View the runnable example on GitHub

Use @nano Decorator to Accelerate PyTorch Training Loop#

BigDL-Nano integrates multiple optimizations to accelerate PyTorch training workloads. As a pure PyTorch user, you could simply wrap your custom PyTorch training loop with @nano decorator to benefit from BigDL-Nano.

📝 Note

Before starting your PyTorch application, it is highly recommended to run source bigdl-nano-init to set several environment variables based on your current hardware. Empirically, these variables will bring big performance increase for most PyTorch applications on training workloads.

Suppose you define your custom PyTorch training loop as follows. To benefit from BigDL-Nano integrated optimizations, you could simply import nano decorator, and wrap the training loop with it.

[ ]:
from tqdm import tqdm
from bigdl.nano.pytorch import nano # import nano decorator

@nano() # apply the decorator to the training loop
def training_loop(model, optimizer, train_loader, num_epochs, loss_func):

    for epoch in range(num_epochs):

        model.train()
        train_loss, num = 0, 0
        with tqdm(train_loader, unit="batch") as tepoch:
            for data, target in tepoch:
                tepoch.set_description(f"Epoch {epoch}")
                optimizer.zero_grad()
                output = model(data)
                loss = loss_func(output, target)
                loss.backward()
                optimizer.step()
                loss_value = loss.sum()
                train_loss += loss_value
                num += 1
                tepoch.set_postfix(loss=loss_value)
            print(f'Train Epoch: {epoch}, avg_loss: {train_loss / num}')

📝 Note

To make sure @nano is functional on your custom training loop, there are some requirements for its parameter lists:

  • there should be one and only one instance of torch.nn.Module passed in the training loop as model

  • there should be at least one instance of torch.optim.Optimizer passed in the training loop as optimizer

  • there should be at least one instance of torch.utils.data.DataLoader passed in the training loop as dataloader

You could then call the training_loop method as normal:

[ ]:
model = MyPytorchModule()
optimizer = torch.optim.SGD(model.parameters(), lr=0.01, momentum=0.9, weight_decay=5e-4)
loss_func = torch.nn.CrossEntropyLoss()
train_loader = create_train_dataloader()

training_loop(model, optimizer, train_loader, num_epochs=5, loss_func=loss_func)

      The definition of MyPytorchModule and create_train_dataloader can be found in the runnable example.

📝 Note

Due to the optimized environment variables set by source bigdl-nano-init, you could already experience some training acceleration after wrapping your custom training loop with @nano decorator.

For more optimizations provided by @nano decorator, you can refer to the Related Readings.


* Assignment
Exact reproduction of every record is required, and pictures are to be excluded.

+--

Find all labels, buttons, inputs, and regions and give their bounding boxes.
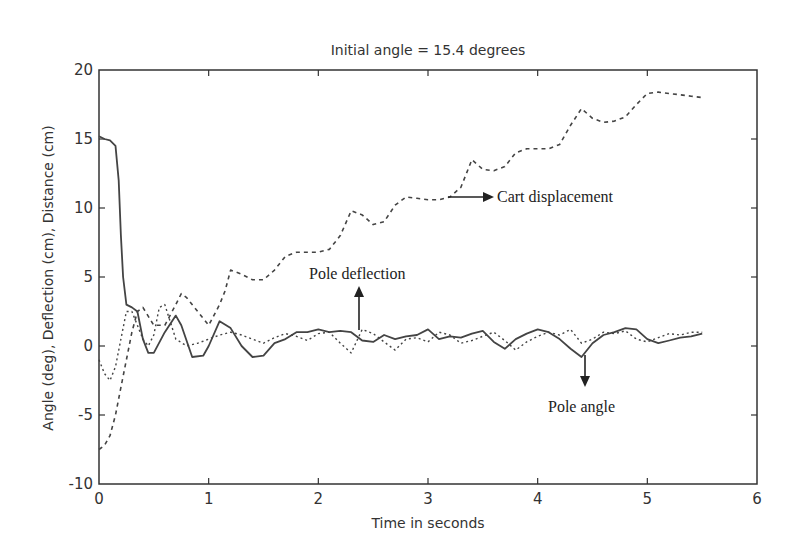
annotation-pole-deflection: Pole deflection [309, 265, 405, 330]
x-tick-label: 0 [94, 490, 104, 508]
arrowhead-right-icon [483, 192, 494, 202]
x-tick-label: 1 [204, 490, 214, 508]
y-tick-label: 20 [74, 61, 93, 79]
x-tick-labels: 0123456 [94, 490, 762, 508]
annotation-cart-label: Cart displacement [497, 188, 614, 206]
axis-ticks [99, 70, 757, 484]
x-tick-label: 5 [643, 490, 653, 508]
x-tick-label: 4 [533, 490, 543, 508]
y-tick-label: 10 [74, 199, 93, 217]
y-tick-label: 0 [83, 337, 93, 355]
arrowhead-down-icon [580, 376, 590, 387]
y-tick-labels: -10-505101520 [69, 61, 94, 493]
plot-area [99, 70, 757, 484]
chart: Initial angle = 15.4 degrees 0123456 -10… [0, 0, 788, 553]
y-tick-label: 15 [74, 130, 93, 148]
arrowhead-up-icon [354, 286, 364, 297]
chart-title: Initial angle = 15.4 degrees [331, 42, 526, 58]
x-axis-label: Time in seconds [370, 515, 484, 531]
x-tick-label: 6 [752, 490, 762, 508]
y-axis-label: Angle (deg), Deflection (cm), Distance (… [40, 125, 56, 430]
plot-frame [99, 70, 757, 484]
series-pole-angle [99, 136, 702, 357]
x-tick-label: 3 [423, 490, 433, 508]
annotation-angle-label: Pole angle [548, 398, 615, 416]
annotation-pole-angle: Pole angle [548, 355, 615, 416]
y-tick-label: -5 [78, 406, 93, 424]
annotation-cart-displacement: Cart displacement [448, 188, 614, 206]
series-pole-deflection [99, 305, 702, 381]
annotation-deflection-label: Pole deflection [309, 265, 405, 282]
x-tick-label: 2 [314, 490, 324, 508]
y-tick-label: 5 [83, 268, 93, 286]
y-tick-label: -10 [69, 475, 94, 493]
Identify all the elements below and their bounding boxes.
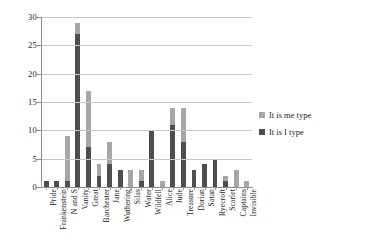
y-axis-line — [41, 17, 42, 187]
x-axis-tick — [67, 187, 68, 190]
gridline — [41, 74, 252, 75]
x-axis-tick-label: Treasure — [186, 189, 195, 216]
x-axis-tick-label: Jude — [175, 189, 184, 203]
bar-group — [170, 108, 175, 187]
x-axis-tick — [162, 187, 163, 190]
x-axis-tick — [226, 187, 227, 190]
x-axis-tick — [57, 187, 58, 190]
legend-swatch-i-type — [259, 129, 265, 135]
plot-area — [41, 17, 252, 187]
chart-legend: It is me type It is I type — [259, 110, 311, 144]
gridline — [41, 159, 252, 160]
gridline — [41, 130, 252, 131]
x-axis-tick-label: Dorian — [197, 189, 206, 211]
gridline — [41, 17, 252, 18]
bar-group — [86, 91, 91, 187]
x-axis-tick — [88, 187, 89, 190]
legend-item-me-type: It is me type — [259, 110, 311, 120]
x-axis-tick — [194, 187, 195, 190]
x-axis-tick-label: Alice — [165, 189, 174, 206]
x-axis-tick — [46, 187, 47, 190]
plot-floor-depth — [41, 181, 253, 188]
x-axis-tick — [78, 187, 79, 190]
x-axis-tick-label: Great — [91, 189, 100, 206]
gridline — [41, 45, 252, 46]
bar-segment-me-type — [75, 23, 80, 34]
x-axis-labels: PrideFrankensteinN and SVanityGreatBarch… — [41, 189, 252, 244]
x-axis-tick-label: Silas — [133, 189, 142, 204]
bar-group — [75, 23, 80, 187]
bar-group — [181, 108, 186, 187]
legend-label-me-type: It is me type — [269, 110, 311, 120]
x-axis-tick — [215, 187, 216, 190]
x-axis-tick — [183, 187, 184, 190]
x-axis-tick — [236, 187, 237, 190]
y-axis-labels: 051015202530 — [0, 17, 37, 187]
x-axis-tick-label: Vanity — [81, 189, 90, 209]
x-axis-tick-label: Wildfell — [154, 189, 163, 215]
x-axis-tick-label: Barchester — [102, 189, 111, 222]
x-axis-tick — [152, 187, 153, 190]
x-axis-tick — [131, 187, 132, 190]
bar-segment-me-type — [181, 108, 186, 142]
bar-segment-me-type — [139, 170, 144, 181]
bar-segment-i-type — [75, 34, 80, 187]
x-axis-tick — [173, 187, 174, 190]
bar-segment-me-type — [107, 142, 112, 165]
x-axis-tick-label: N and S — [70, 189, 79, 214]
x-axis-tick-label: Ryecroft — [218, 189, 227, 216]
bar-segment-i-type — [170, 125, 175, 187]
legend-item-i-type: It is I type — [259, 127, 311, 137]
bar-group — [65, 136, 70, 187]
x-axis-tick — [120, 187, 121, 190]
x-axis-tick — [99, 187, 100, 190]
x-axis-tick-label: Water — [144, 189, 153, 207]
x-axis-tick — [247, 187, 248, 190]
x-axis-tick-label: Captains — [239, 189, 248, 216]
x-axis-tick — [205, 187, 206, 190]
legend-swatch-me-type — [259, 112, 265, 118]
gridline — [41, 102, 252, 103]
bar-segment-me-type — [86, 91, 91, 148]
x-axis-tick-label: Scarlet — [228, 189, 237, 211]
x-axis-tick-label: Frankenstein — [59, 189, 68, 229]
stacked-bar-chart: 051015202530 PrideFrankensteinN and SVan… — [0, 0, 367, 244]
legend-label-i-type: It is I type — [269, 127, 304, 137]
x-axis-tick-label: Pride — [49, 189, 58, 206]
x-axis-tick — [141, 187, 142, 190]
bar-segment-me-type — [170, 108, 175, 125]
bar-segment-me-type — [97, 164, 102, 175]
x-axis-tick-label: Wuthering — [123, 189, 132, 222]
x-axis-tick-label: Jane — [112, 189, 121, 203]
x-axis-tick-label: Satan — [207, 189, 216, 206]
x-axis-tick-label: Invisible — [249, 189, 258, 216]
x-axis-tick — [110, 187, 111, 190]
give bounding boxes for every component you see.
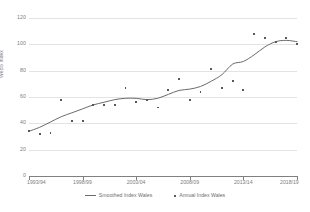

+--

* Output
Find all labels, buttons, inputs, and regions and give their bounding boxes.
annotation-pole-deflection: Pole deflection [309, 265, 405, 330]
x-tick-label: 0 [94, 490, 104, 508]
arrowhead-right-icon [483, 192, 494, 202]
x-tick-label: 1 [204, 490, 214, 508]
y-tick-label: 20 [74, 61, 93, 79]
x-tick-labels: 0123456 [94, 490, 762, 508]
annotation-cart-label: Cart displacement [497, 188, 614, 206]
axis-ticks [99, 70, 757, 484]
x-tick-label: 5 [643, 490, 653, 508]
x-tick-label: 4 [533, 490, 543, 508]
y-tick-label: 10 [74, 199, 93, 217]
y-tick-label: 0 [83, 337, 93, 355]
arrowhead-down-icon [580, 376, 590, 387]
y-tick-labels: -10-505101520 [69, 61, 94, 493]
plot-area [99, 70, 757, 484]
chart: Initial angle = 15.4 degrees 0123456 -10… [0, 0, 788, 553]
y-tick-label: 15 [74, 130, 93, 148]
arrowhead-up-icon [354, 286, 364, 297]
chart-title: Initial angle = 15.4 degrees [331, 42, 526, 58]
x-axis-label: Time in seconds [370, 515, 484, 531]
x-tick-label: 6 [752, 490, 762, 508]
y-axis-label: Angle (deg), Deflection (cm), Distance (… [40, 125, 56, 430]
plot-frame [99, 70, 757, 484]
series-pole-angle [99, 136, 702, 357]
x-tick-label: 3 [423, 490, 433, 508]
annotation-angle-label: Pole angle [548, 398, 615, 416]
annotation-pole-angle: Pole angle [548, 355, 615, 416]
y-tick-label: -5 [78, 406, 93, 424]
annotation-cart-displacement: Cart displacement [448, 188, 614, 206]
series-pole-deflection [99, 305, 702, 381]
annotation-deflection-label: Pole deflection [309, 265, 405, 282]
x-tick-label: 2 [314, 490, 324, 508]
y-tick-label: 5 [83, 268, 93, 286]
y-tick-label: -10 [69, 475, 94, 493]
Identify all the elements below and their bounding boxes.
y-axis-line — [41, 17, 42, 187]
x-axis-tick — [67, 187, 68, 190]
gridline — [41, 74, 252, 75]
x-axis-tick-label: Treasure — [186, 189, 195, 216]
x-axis-tick-label: Jude — [175, 189, 184, 203]
bar-group — [170, 108, 175, 187]
x-axis-tick — [162, 187, 163, 190]
x-axis-tick — [226, 187, 227, 190]
x-axis-tick — [57, 187, 58, 190]
legend-swatch-i-type — [259, 129, 265, 135]
plot-area — [41, 17, 252, 187]
chart-legend: It is me type It is I type — [259, 110, 311, 144]
gridline — [41, 159, 252, 160]
gridline — [41, 130, 252, 131]
x-axis-tick-label: Dorian — [197, 189, 206, 211]
gridline — [41, 17, 252, 18]
bar-group — [86, 91, 91, 187]
x-axis-tick — [88, 187, 89, 190]
legend-item-me-type: It is me type — [259, 110, 311, 120]
x-axis-tick — [194, 187, 195, 190]
x-axis-tick-label: Alice — [165, 189, 174, 206]
x-axis-tick — [46, 187, 47, 190]
plot-floor-depth — [41, 181, 253, 188]
x-axis-tick — [78, 187, 79, 190]
x-axis-tick-label: Great — [91, 189, 100, 206]
gridline — [41, 45, 252, 46]
bar-segment-me-type — [75, 23, 80, 34]
x-axis-labels: PrideFrankensteinN and SVanityGreatBarch… — [41, 189, 252, 244]
x-axis-tick-label: Silas — [133, 189, 142, 204]
bar-group — [75, 23, 80, 187]
bar-group — [181, 108, 186, 187]
legend-label-me-type: It is me type — [269, 110, 311, 120]
x-axis-tick — [215, 187, 216, 190]
x-axis-tick — [183, 187, 184, 190]
x-axis-tick — [236, 187, 237, 190]
y-axis-labels: 051015202530 — [0, 17, 37, 187]
x-axis-tick-label: Vanity — [81, 189, 90, 209]
x-axis-tick-label: Wildfell — [154, 189, 163, 215]
x-axis-tick-label: Barchester — [102, 189, 111, 222]
x-axis-tick — [152, 187, 153, 190]
x-axis-tick — [131, 187, 132, 190]
bar-segment-me-type — [181, 108, 186, 142]
bar-segment-me-type — [139, 170, 144, 181]
bar-segment-i-type — [75, 34, 80, 187]
x-axis-tick — [173, 187, 174, 190]
bar-segment-me-type — [107, 142, 112, 165]
x-axis-tick-label: N and S — [70, 189, 79, 214]
x-axis-tick-label: Ryecroft — [218, 189, 227, 216]
bar-segment-i-type — [170, 125, 175, 187]
legend-item-i-type: It is I type — [259, 127, 311, 137]
bar-group — [65, 136, 70, 187]
x-axis-tick — [120, 187, 121, 190]
x-axis-tick — [99, 187, 100, 190]
x-axis-tick-label: Water — [144, 189, 153, 207]
x-axis-tick — [247, 187, 248, 190]
x-axis-tick-label: Captains — [239, 189, 248, 216]
x-axis-tick — [205, 187, 206, 190]
legend-swatch-me-type — [259, 112, 265, 118]
gridline — [41, 102, 252, 103]
bar-segment-me-type — [86, 91, 91, 148]
x-axis-tick-label: Scarlet — [228, 189, 237, 211]
x-axis-tick-label: Frankenstein — [59, 189, 68, 229]
stacked-bar-chart: 051015202530 PrideFrankensteinN and SVan… — [0, 0, 367, 244]
legend-label-i-type: It is I type — [269, 127, 304, 137]
x-axis-tick-label: Pride — [49, 189, 58, 206]
x-axis-tick — [141, 187, 142, 190]
bar-segment-me-type — [170, 108, 175, 125]
bar-segment-me-type — [97, 164, 102, 175]
x-axis-tick-label: Wuthering — [123, 189, 132, 222]
x-axis-tick-label: Jane — [112, 189, 121, 203]
x-axis-tick-label: Satan — [207, 189, 216, 206]
x-axis-tick-label: Invisible — [249, 189, 258, 216]
x-axis-tick — [110, 187, 111, 190]
give bounding boxes for every component you see.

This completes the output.